Miss Major in conversation with Eric A Stanley
Eric A Stanley Miss Major
A conversation of intergenerational trans-resistance and anti-racist fierceness between two of the most inspiring public speakers we know.
Arika have been creating events since 2001. The Archive is space to share the documentation of our work, over 600 events from the past 20 years. Browse the archive by event, artists and collections, explore using theme pairs, or use the index for a comprehensive overview.
A conversation of intergenerational trans-resistance and anti-racist fierceness between two of the most inspiring public speakers we know.
Transfeminist and revolutionary poetry, voice and timbral abstraction: a sounding and spatialising of reparative sonic and somatic practices that can speak back to violent histories of expropriation and ecocide.
Radu plays a trombone, Klaus creates pure sine waves: they sound on their own, or sometimes together and often with considerable space and silence.
Audio signals pass through light bulbs, causing the filaments of the bulbs to sing and crackle in a chorus of electronic static.
Can we use sound, repetition and difference to personally and collectively engage with space, time and labour?
Glasgow. Power electronic klutz behaviour by Kovorox sound head-honcho. Bruised bodies and broken microphones.
Vajra are a Japanese psychedelic rock supergroup, hewn from the collective consciousness of Fushitsusha’s Keiji Haino, folk radical Kan Mikami and percussionist Toshiaki Ishitsuka.
Michael Colligan pressing white hot metal into dry ice, causing the metal to sing and scream.
A chorister attempting to sing Vivaldi, with live accompaniment, while trampolining for 20 minutes.
Can we find ideas of queer anarchism, failure and low theory in popular culture?
An immersive live performance for multiple 16mm film and bass clarinet, taking in the whole gallery, submerging the audience.
A drone installation populated by flourescent strip lights working in complicity with analogue radios – “all the lights just do their thing”.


* What you need to do
Could each entry below be written out exactly, with every picture dropped?

Web page and app entries
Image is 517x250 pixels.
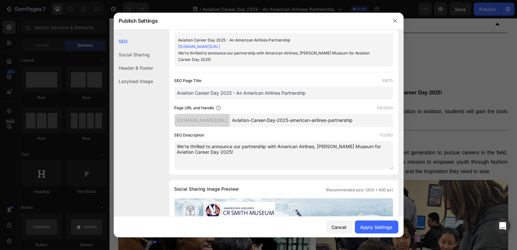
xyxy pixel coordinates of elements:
[114,12,386,29] div: Publish Settings
[114,48,153,61] div: Social Sharing
[174,105,214,111] label: Page URL and Handle
[269,72,331,77] strong: Aviation Career Day 2025
[495,219,510,234] div: Open Intercom Messenger
[114,35,153,48] div: SEO
[38,25,51,31] strong: Date:
[174,87,393,100] input: Title
[174,78,202,84] label: SEO Page Title
[9,91,398,106] span: This year, Threads for Change is bringing our signature program to the event. Alongside career ex...
[117,72,263,77] strong: American Airlines, [PERSON_NAME][GEOGRAPHIC_DATA]
[114,75,153,88] div: Lazyload Image
[174,114,230,127] div: [DOMAIN_NAME][URL]
[61,44,231,49] span: [PERSON_NAME][GEOGRAPHIC_DATA], [GEOGRAPHIC_DATA], [US_STATE]
[230,114,393,127] input: Handle
[18,2,59,9] strong: Event Details
[326,221,352,234] button: Cancel
[102,34,113,40] span: CDT
[9,72,333,77] span: We’re thrilled to announce our partnership with for !
[332,224,346,231] div: Cancel
[174,132,204,139] label: SEO Description
[380,132,393,139] label: 112/160
[178,37,378,44] div: Aviation Career Day 2025 - An American Airlines Partnership
[14,100,184,105] strong: look the part, feel confident, and step boldly into their future careers.
[9,121,121,128] strong: A Shared Commitment to the Future
[178,50,378,63] div: We’re thrilled to announce our partnership with American Airlines, [PERSON_NAME] Museum for Aviat...
[178,44,220,49] a: [DOMAIN_NAME][URL]
[360,224,393,231] div: Apply Settings
[38,34,51,40] strong: Time:
[382,78,393,84] label: 59/70
[114,61,153,75] div: Header & Footer
[355,221,398,234] button: Apply Settings
[52,25,67,31] span: [DATE]
[326,187,393,193] span: (Recommended size: 1200 x 630 px)
[53,34,102,40] span: 10:00 am – 02:30 pm
[174,185,239,193] span: Social Sharing Image Preview
[140,91,187,96] strong: Dress for Success
[377,105,393,111] label: 54/1000
[9,132,398,156] span: The American Airlines [PERSON_NAME] Museum celebrates the history and innovation of aviation whil...
[38,44,61,49] strong: Location:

* The answer
Image is 517x250 pixels.
xyxy pixel coordinates of elements:
[114,12,386,29] div: Publish Settings
[114,48,153,61] div: Social Sharing
[174,105,214,111] label: Page URL and Handle
[269,72,331,77] strong: Aviation Career Day 2025
[495,219,510,234] div: Open Intercom Messenger
[114,35,153,48] div: SEO
[38,25,51,31] strong: Date:
[174,87,393,100] input: Title
[174,78,202,84] label: SEO Page Title
[9,91,398,106] span: This year, Threads for Change is bringing our signature program to the event. Alongside career ex...
[117,72,263,77] strong: American Airlines, [PERSON_NAME][GEOGRAPHIC_DATA]
[114,75,153,88] div: Lazyload Image
[174,114,230,127] div: [DOMAIN_NAME][URL]
[61,44,231,49] span: [PERSON_NAME][GEOGRAPHIC_DATA], [GEOGRAPHIC_DATA], [US_STATE]
[230,114,393,127] input: Handle
[18,2,59,9] strong: Event Details
[326,221,352,234] button: Cancel
[102,34,113,40] span: CDT
[9,72,333,77] span: We’re thrilled to announce our partnership with for !
[332,224,346,231] div: Cancel
[174,132,204,139] label: SEO Description
[380,132,393,139] label: 112/160
[178,37,378,44] div: Aviation Career Day 2025 - An American Airlines Partnership
[14,100,184,105] strong: look the part, feel confident, and step boldly into their future careers.
[9,121,121,128] strong: A Shared Commitment to the Future
[178,50,378,63] div: We’re thrilled to announce our partnership with American Airlines, [PERSON_NAME] Museum for Aviat...
[178,44,220,49] a: [DOMAIN_NAME][URL]
[360,224,393,231] div: Apply Settings
[38,34,51,40] strong: Time:
[382,78,393,84] label: 59/70
[114,61,153,75] div: Header & Footer
[355,221,398,234] button: Apply Settings
[52,25,67,31] span: [DATE]
[326,187,393,193] span: (Recommended size: 1200 x 630 px)
[53,34,102,40] span: 10:00 am – 02:30 pm
[174,185,239,193] span: Social Sharing Image Preview
[140,91,187,96] strong: Dress for Success
[377,105,393,111] label: 54/1000
[9,132,398,156] span: The American Airlines [PERSON_NAME] Museum celebrates the history and innovation of aviation whil...
[38,44,61,49] strong: Location:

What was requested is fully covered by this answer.